I was amused this morning to read this interview in the NYT Stone in which the stolid Gary Guting tries to pin down the slithery John Caputo regarding Derrida's religionless religion. The Deconstructionist project is simply one of radical hermeneutic openness that is suspicious of any limiting interpretation, and so that's the game Caputo plays with Guting every time Guting tries to 'interpret' what Caputo means. "No, no...that's not it, that's too limiting." I get it, but there are limits to how much of this open endedness any sane person can take.

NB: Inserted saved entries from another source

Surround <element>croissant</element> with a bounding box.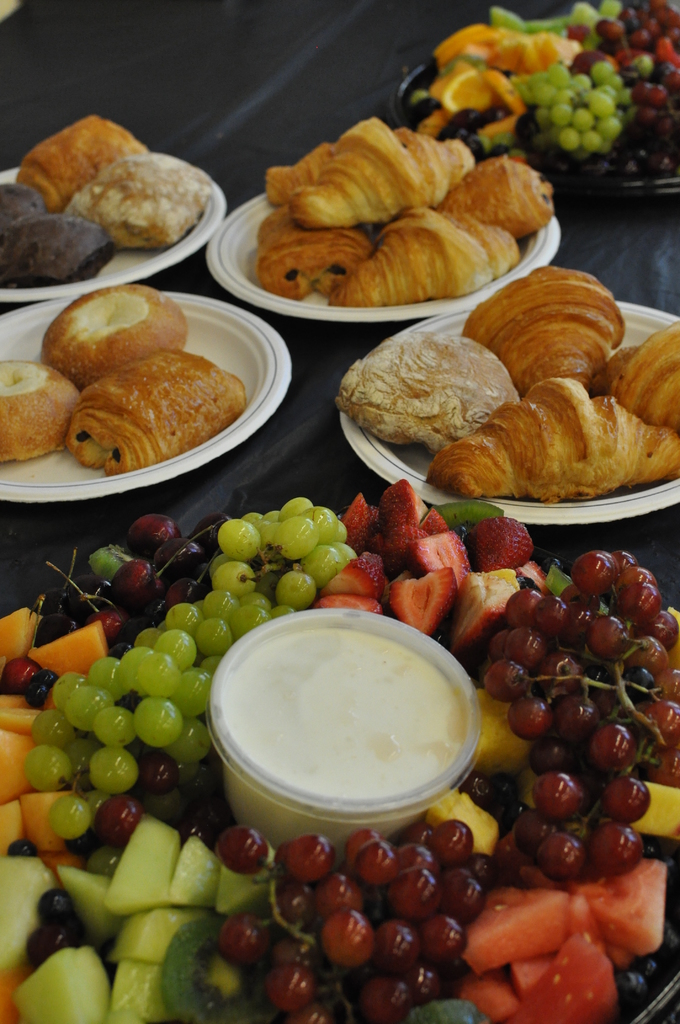
599 318 679 433.
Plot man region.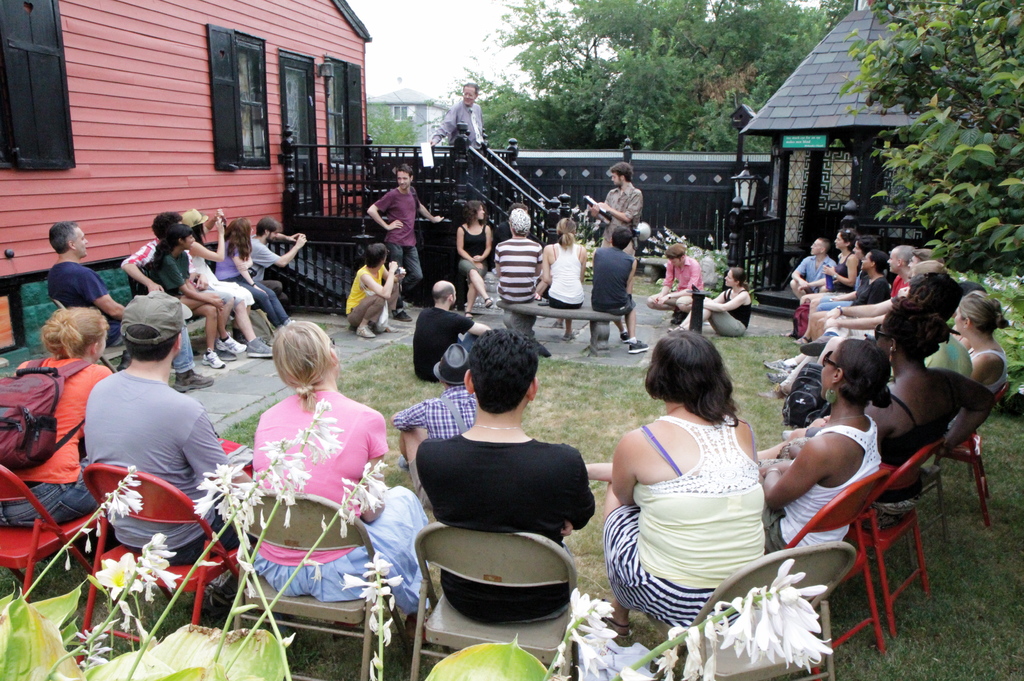
Plotted at pyautogui.locateOnScreen(794, 239, 842, 304).
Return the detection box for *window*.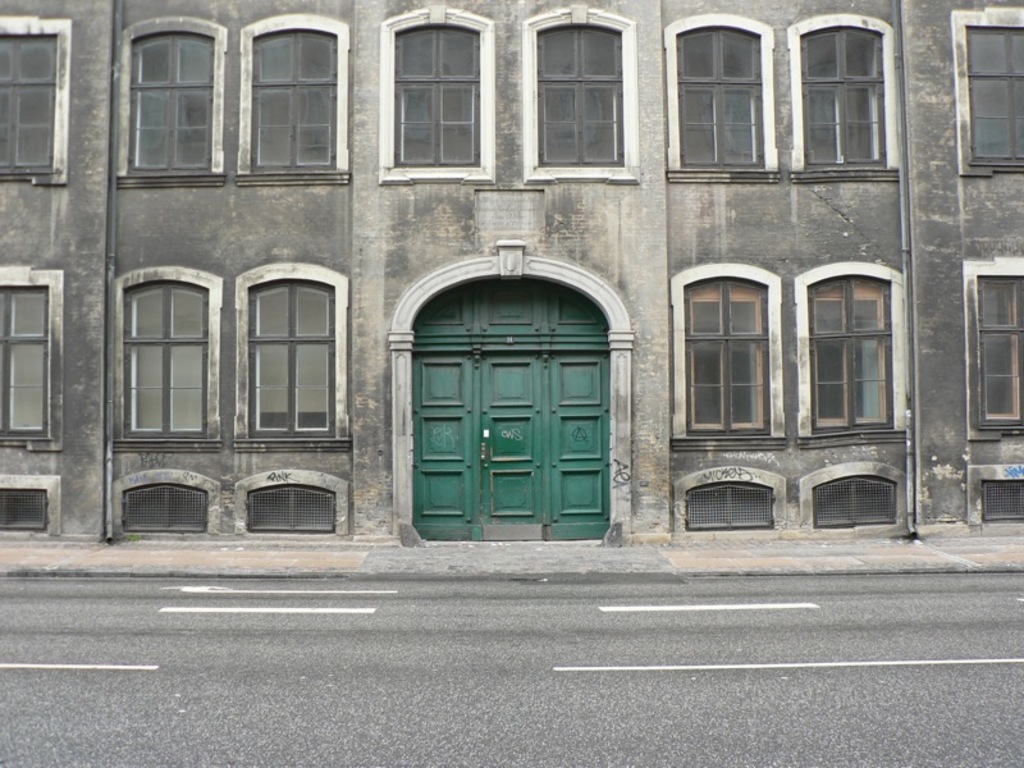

While I, like Derrida, am attracted to the Augustinian idea of "doing truth", there is a self-defeating open-endedness to Deconstruction that is the opposite of the incarnationalism that is the essence of Christianity. Freedom cannot mean for Christians keeping your options--even your hermeneutic options--open. Freedom is there to be used, and you use it when you make commitments, and when you make a commitment--among them a faith commitment--it has limiting consequences. But to refuse to choose leaves you forever on the outside shut off from another kind of possibility.
In Christianity radical open-ended freedom is--must be--crucified. In Christianity choices are--must be--made that lead to very concrete limiiting of one's possibilities. In Christianity it is through the narrow gate that one passes into another level of freedom or liberation that simply isn't possible if one remains entranced by this dance of differences.
The path through that narrow gate is not one of peace and security, but of taking up burdens and sooner or later embracing anguish of the Dark Night through which we must all pass. It's not supposed to be easy. Such an exercise of freedom that results in such a commitment is for grownups who know what they are getting into and are willing to pay a price.